A man came into the shop and told me that he is reading Henry Miller as an experiment. That he was documenting his own reading as a history of his own reading and so far it was amazingly erratic.
His little girl said: ohhhhh is Henry here?
A young man said: I am going to read the Harvard Classics. The whole lot, all 51 books, I saw them in a list and they are all very important: He was pushing a pram with an infant daughter beaming from inside, watching as he found a copy of The Pilgrim’s Progress and Charles Darwin’s The Origin of Species.
He was hoping to get His Autobiography by Abraham Lincoln as this is the first one in the list but was content with the others instead. He angled the pram out expertly, his books stacked on the top along with a copy of Possum Magic, the first volume of Baby’s Harvard Classics.
An old lady came in with her friend and saw me drinking from a water bottle. One of them asked me if it was a gin and tonic.
But I had to tell her that it was just water.
She said that the river in The Wind and the Willows was just water too…
It is September but visitors are already thinking about Christmas, they argue over books, intending to gift them to that family member or this family member. One boy said: dad, don’t get it, that book is shit. He won’t want it.
A lady bought two Asterix books, one for each grandchild. She was laughing and laughing, she said that Asterix is just so funny.
Another old lady tells me that motorcycles should not be allowed in Strathalbyn anymore.
The steam train comes in, the bakery is busy, the street is warm, three young boys pass the window with skate boards on their heads. There is an altercation between small dogs tied up outside and the owner comes in and tells me that he wished he had not brought the bloody dogs down the street, but his wife makes him. And have I got a copy of Spartan Gold by Clive Cussler?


▶ [Work to complete] Write out every record exactly as it appears. Skip the pictures.

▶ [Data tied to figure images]

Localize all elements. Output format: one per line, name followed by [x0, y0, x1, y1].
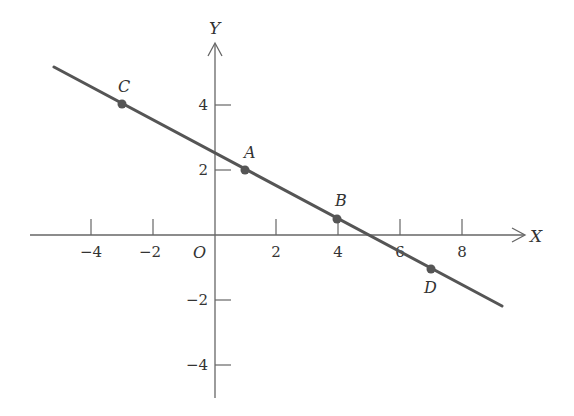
x-axis-label: X	[528, 226, 543, 246]
point-b: B	[333, 191, 348, 224]
y-tick-label: −4	[186, 356, 208, 374]
point-marker-icon	[333, 215, 342, 224]
y-tick-label: 4	[198, 96, 208, 114]
x-tick-label: −4	[80, 243, 102, 261]
point-marker-icon	[118, 100, 127, 109]
point-marker-icon	[427, 265, 436, 274]
point-label: B	[334, 191, 347, 210]
point-label: C	[118, 77, 130, 96]
x-tick-label: 4	[333, 243, 343, 261]
x-tick-label: 2	[271, 243, 281, 261]
point-c: C	[118, 77, 131, 109]
origin-label: O	[193, 243, 206, 262]
point-marker-icon	[241, 166, 250, 175]
point-a: A	[241, 143, 256, 175]
point-label: A	[242, 143, 256, 162]
point-d: D	[423, 265, 437, 298]
x-tick-label: −2	[139, 243, 161, 261]
coordinate-plane: X Y O −4 −2 2 4 6 8 4 2 −2 −4	[0, 0, 574, 416]
y-tick-label: −2	[186, 291, 208, 309]
x-tick-label: 8	[457, 243, 467, 261]
y-axis-label: Y	[209, 18, 222, 38]
y-tick-label: 2	[198, 161, 208, 179]
point-label: D	[423, 278, 437, 297]
y-axis: Y	[208, 18, 222, 398]
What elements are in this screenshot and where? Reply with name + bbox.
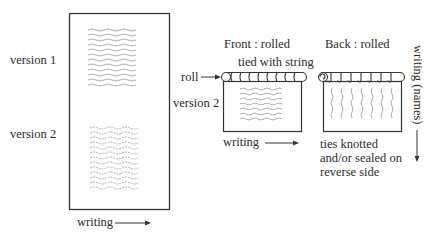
- left-writing-arrow-icon: [115, 221, 151, 226]
- back-note-line-2: and/or sealed on: [320, 152, 402, 165]
- version1-label: version 1: [10, 54, 56, 67]
- version2-writing-block: [90, 127, 138, 189]
- roll-arrow-icon: [201, 75, 221, 80]
- left-writing-label: writing: [77, 216, 113, 229]
- front-title: Front : rolled: [224, 38, 290, 51]
- writing-names-vertical-label: writing (names): [412, 45, 425, 125]
- back-title: Back : rolled: [325, 38, 390, 51]
- names-down-arrow-icon: [415, 130, 420, 162]
- version2-label: version 2: [10, 128, 56, 141]
- back-writing-columns: [331, 88, 393, 118]
- tie-label: tied with string: [238, 56, 314, 69]
- front-sheet: [224, 82, 302, 132]
- left-sheet: [70, 14, 170, 210]
- version1-writing-block: [88, 29, 136, 86]
- back-roll-icon: [319, 73, 405, 83]
- front-writing-label: writing: [223, 136, 259, 149]
- front-writing-arrow-icon: [265, 141, 299, 146]
- front-writing-block: [240, 88, 282, 120]
- back-note-line-1: ties knotted: [320, 138, 378, 151]
- front-version-label: version 2: [173, 97, 219, 110]
- back-note-line-3: reverse side: [320, 166, 379, 179]
- roll-label: roll: [181, 71, 198, 84]
- front-roll-icon: [222, 73, 307, 82]
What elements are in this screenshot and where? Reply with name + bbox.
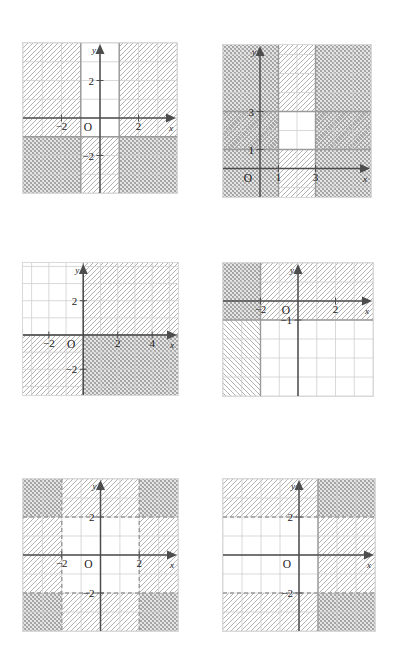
shaded-region: [83, 335, 178, 395]
shaded-region: [83, 263, 178, 335]
origin-label: O: [84, 558, 92, 570]
coordinate-plane-16: −22−1Oxy: [222, 262, 374, 397]
worksheet-page: −222−2Oxy1313Oxy−2242−2Oxy−22−1Oxy−222−2…: [0, 0, 394, 646]
shaded-region: [23, 43, 81, 137]
coordinate-plane-13: −2242−2Oxy: [22, 262, 179, 396]
axis-tick-label: 2: [115, 337, 121, 349]
origin-label: O: [244, 172, 252, 184]
axis-tick-label: 1: [276, 171, 282, 183]
axis-tick-label: −2: [82, 150, 94, 162]
coordinate-plane-12: −222−2Oxy: [22, 42, 178, 194]
x-axis-label: x: [364, 306, 369, 316]
y-axis-label: y: [289, 265, 294, 275]
axis-tick-label: −2: [281, 587, 293, 599]
origin-label: O: [283, 558, 291, 570]
axis-tick-label: −2: [43, 337, 55, 349]
x-axis-label: x: [362, 174, 367, 184]
x-axis-label: x: [169, 560, 174, 570]
axis-tick-label: −2: [66, 363, 78, 375]
coordinate-plane-17: 2−2Oxy: [222, 478, 376, 632]
axis-tick-label: 4: [149, 337, 155, 349]
axis-tick-label: 2: [89, 511, 95, 523]
y-axis-label: y: [290, 481, 295, 491]
axis-tick-label: 3: [313, 171, 319, 183]
origin-label: O: [84, 121, 92, 133]
axis-tick-label: 2: [137, 557, 143, 569]
axis-tick-label: 2: [333, 303, 339, 315]
shaded-region: [119, 137, 177, 193]
shaded-region: [23, 137, 81, 193]
axis-tick-label: 2: [72, 295, 78, 307]
y-axis-label: y: [91, 45, 96, 55]
axis-tick-label: −2: [56, 557, 68, 569]
x-axis-label: x: [366, 560, 371, 570]
axis-tick-label: −2: [83, 587, 95, 599]
origin-label: O: [67, 338, 75, 350]
y-axis-label: y: [92, 481, 97, 491]
coordinate-plane-14: −222−2Oxy: [22, 478, 179, 632]
y-axis-label: y: [74, 265, 79, 275]
axis-tick-label: 2: [288, 511, 294, 523]
origin-label: O: [282, 304, 290, 316]
axis-tick-label: −2: [56, 120, 68, 132]
y-axis-label: y: [251, 47, 256, 57]
axis-tick-label: 2: [89, 75, 95, 87]
axis-tick-label: −2: [255, 303, 267, 315]
axis-tick-label: 3: [249, 106, 255, 118]
x-axis-label: x: [169, 340, 174, 350]
coordinate-plane-15: 1313Oxy: [222, 44, 372, 198]
axis-tick-label: 1: [249, 144, 255, 156]
x-axis-label: x: [168, 123, 173, 133]
axis-tick-label: 2: [136, 120, 142, 132]
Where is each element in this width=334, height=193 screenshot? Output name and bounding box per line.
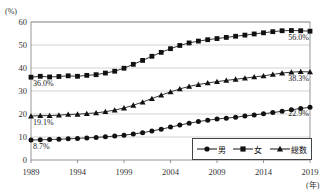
legend-item-total: 総数 <box>270 144 307 155</box>
value-label-end-男: 22.9% <box>288 109 309 118</box>
gridlines <box>31 22 310 137</box>
legend-label-male: 男 <box>218 144 226 155</box>
legend-marker-triangle-icon <box>270 144 290 154</box>
value-label-end-総数: 38.3% <box>288 74 309 83</box>
value-label-start-総数: 19.1% <box>33 118 54 127</box>
value-label-start-男: 8.7% <box>33 142 50 151</box>
legend-marker-square-icon <box>233 144 253 154</box>
value-label-start-女: 36.0% <box>33 79 54 88</box>
legend-item-female: 女 <box>233 144 262 155</box>
plot-area <box>0 0 334 193</box>
value-label-end-女: 56.0% <box>288 33 309 42</box>
legend-marker-circle-icon <box>197 144 217 154</box>
legend-item-male: 男 <box>197 144 226 155</box>
series-1 <box>29 28 313 79</box>
chart-container: (%) (年) 0102030405060 198919941999200420… <box>0 0 334 193</box>
legend-label-total: 総数 <box>291 144 307 155</box>
chart-legend: 男 女 総数 <box>192 138 312 160</box>
legend-label-female: 女 <box>254 144 262 155</box>
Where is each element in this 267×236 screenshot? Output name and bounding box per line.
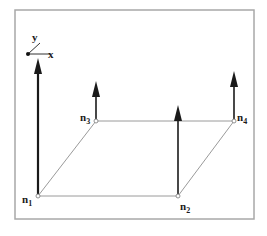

▶ [Task result]
Localize all elements. Output format: one per line, name followed by [x0, y0, x1, y1].
x-axis-label: X	[528, 226, 543, 246]
point-b: B	[333, 191, 348, 224]
y-tick-label: −4	[186, 356, 208, 374]
point-marker-icon	[333, 215, 342, 224]
y-tick-label: 4	[198, 96, 208, 114]
x-tick-label: −4	[80, 243, 102, 261]
point-marker-icon	[118, 100, 127, 109]
point-marker-icon	[427, 265, 436, 274]
point-label: B	[334, 191, 347, 210]
point-label: C	[118, 77, 130, 96]
x-tick-label: 4	[333, 243, 343, 261]
x-tick-label: 2	[271, 243, 281, 261]
point-c: C	[118, 77, 131, 109]
origin-label: O	[193, 243, 206, 262]
point-marker-icon	[241, 166, 250, 175]
point-a: A	[241, 143, 256, 175]
point-label: A	[242, 143, 256, 162]
point-d: D	[423, 265, 437, 298]
x-tick-label: −2	[139, 243, 161, 261]
coordinate-plane: X Y O −4 −2 2 4 6 8 4 2 −2 −4	[0, 0, 574, 416]
y-tick-label: −2	[186, 291, 208, 309]
x-tick-label: 8	[457, 243, 467, 261]
y-axis-label: Y	[209, 18, 222, 38]
y-tick-label: 2	[198, 161, 208, 179]
point-label: D	[423, 278, 437, 297]
y-axis: Y	[208, 18, 222, 398]
What elements are in this screenshot and where? Reply with name + bbox.
- left-writing-arrow-icon: [115, 221, 151, 226]
- back-note-line-2: and/or sealed on: [320, 152, 402, 165]
- version1-label: version 1: [10, 54, 56, 67]
- version2-writing-block: [90, 127, 138, 189]
- roll-arrow-icon: [201, 75, 221, 80]
- left-writing-label: writing: [77, 216, 113, 229]
- front-title: Front : rolled: [224, 38, 290, 51]
- writing-names-vertical-label: writing (names): [412, 45, 425, 125]
- back-title: Back : rolled: [325, 38, 390, 51]
- names-down-arrow-icon: [415, 130, 420, 162]
- version2-label: version 2: [10, 128, 56, 141]
- back-writing-columns: [331, 88, 393, 118]
- tie-label: tied with string: [238, 56, 314, 69]
- front-sheet: [224, 82, 302, 132]
- left-sheet: [70, 14, 170, 210]
- version1-writing-block: [88, 29, 136, 86]
- back-roll-icon: [319, 73, 405, 83]
- front-writing-label: writing: [223, 136, 259, 149]
- front-writing-arrow-icon: [265, 141, 299, 146]
- front-writing-block: [240, 88, 282, 120]
- back-note-line-1: ties knotted: [320, 138, 378, 151]
- front-version-label: version 2: [173, 97, 219, 110]
- back-note-line-3: reverse side: [320, 166, 379, 179]
- roll-label: roll: [181, 71, 198, 84]
- front-roll-icon: [222, 73, 307, 82]
What elements are in this screenshot and where? Reply with name + bbox.
shaded-region: [83, 335, 178, 395]
shaded-region: [83, 263, 178, 335]
origin-label: O: [84, 558, 92, 570]
coordinate-plane-16: −22−1Oxy: [222, 262, 374, 397]
worksheet-page: −222−2Oxy1313Oxy−2242−2Oxy−22−1Oxy−222−2…: [0, 0, 394, 646]
shaded-region: [23, 43, 81, 137]
coordinate-plane-13: −2242−2Oxy: [22, 262, 179, 396]
axis-tick-label: 2: [115, 337, 121, 349]
origin-label: O: [244, 172, 252, 184]
axis-tick-label: 1: [276, 171, 282, 183]
axis-tick-label: −2: [82, 150, 94, 162]
coordinate-plane-12: −222−2Oxy: [22, 42, 178, 194]
x-axis-label: x: [364, 306, 369, 316]
y-axis-label: y: [289, 265, 294, 275]
axis-tick-label: −2: [281, 587, 293, 599]
origin-label: O: [283, 558, 291, 570]
axis-tick-label: −2: [43, 337, 55, 349]
x-axis-label: x: [362, 174, 367, 184]
x-axis-label: x: [169, 560, 174, 570]
axis-tick-label: −2: [66, 363, 78, 375]
coordinate-plane-17: 2−2Oxy: [222, 478, 376, 632]
axis-tick-label: 4: [149, 337, 155, 349]
axis-tick-label: 2: [89, 511, 95, 523]
y-axis-label: y: [290, 481, 295, 491]
axis-tick-label: 3: [313, 171, 319, 183]
origin-label: O: [84, 121, 92, 133]
axis-tick-label: 2: [137, 557, 143, 569]
axis-tick-label: 2: [333, 303, 339, 315]
shaded-region: [119, 137, 177, 193]
shaded-region: [23, 137, 81, 193]
axis-tick-label: 2: [72, 295, 78, 307]
y-axis-label: y: [91, 45, 96, 55]
axis-tick-label: −2: [56, 557, 68, 569]
x-axis-label: x: [366, 560, 371, 570]
axis-tick-label: −2: [83, 587, 95, 599]
origin-label: O: [67, 338, 75, 350]
y-axis-label: y: [92, 481, 97, 491]
coordinate-plane-14: −222−2Oxy: [22, 478, 179, 632]
y-axis-label: y: [74, 265, 79, 275]
axis-tick-label: 2: [288, 511, 294, 523]
origin-label: O: [282, 304, 290, 316]
axis-tick-label: −2: [56, 120, 68, 132]
y-axis-label: y: [251, 47, 256, 57]
axis-tick-label: 2: [89, 75, 95, 87]
axis-tick-label: −2: [255, 303, 267, 315]
axis-tick-label: 3: [249, 106, 255, 118]
x-axis-label: x: [169, 340, 174, 350]
coordinate-plane-15: 1313Oxy: [222, 44, 372, 198]
axis-tick-label: 1: [249, 144, 255, 156]
x-axis-label: x: [168, 123, 173, 133]
axis-tick-label: 2: [136, 120, 142, 132]
Where is each element in this width=334, height=193 screenshot? Output name and bounding box per line.
legend-item-total: 総数 <box>270 144 307 155</box>
value-label-end-男: 22.9% <box>288 109 309 118</box>
gridlines <box>31 22 310 137</box>
legend-label-male: 男 <box>218 144 226 155</box>
legend-marker-triangle-icon <box>270 144 290 154</box>
value-label-end-総数: 38.3% <box>288 74 309 83</box>
value-label-start-総数: 19.1% <box>33 118 54 127</box>
value-label-start-男: 8.7% <box>33 142 50 151</box>
legend-marker-square-icon <box>233 144 253 154</box>
value-label-start-女: 36.0% <box>33 79 54 88</box>
legend-item-female: 女 <box>233 144 262 155</box>
plot-area <box>0 0 334 193</box>
value-label-end-女: 56.0% <box>288 33 309 42</box>
legend-marker-circle-icon <box>197 144 217 154</box>
legend-item-male: 男 <box>197 144 226 155</box>
series-1 <box>29 28 313 79</box>
chart-container: (%) (年) 0102030405060 198919941999200420… <box>0 0 334 193</box>
legend-label-total: 総数 <box>291 144 307 155</box>
chart-legend: 男 女 総数 <box>192 138 312 160</box>
legend-label-female: 女 <box>254 144 262 155</box>
Where is each element in this 267×236 screenshot? Output name and bounding box per line.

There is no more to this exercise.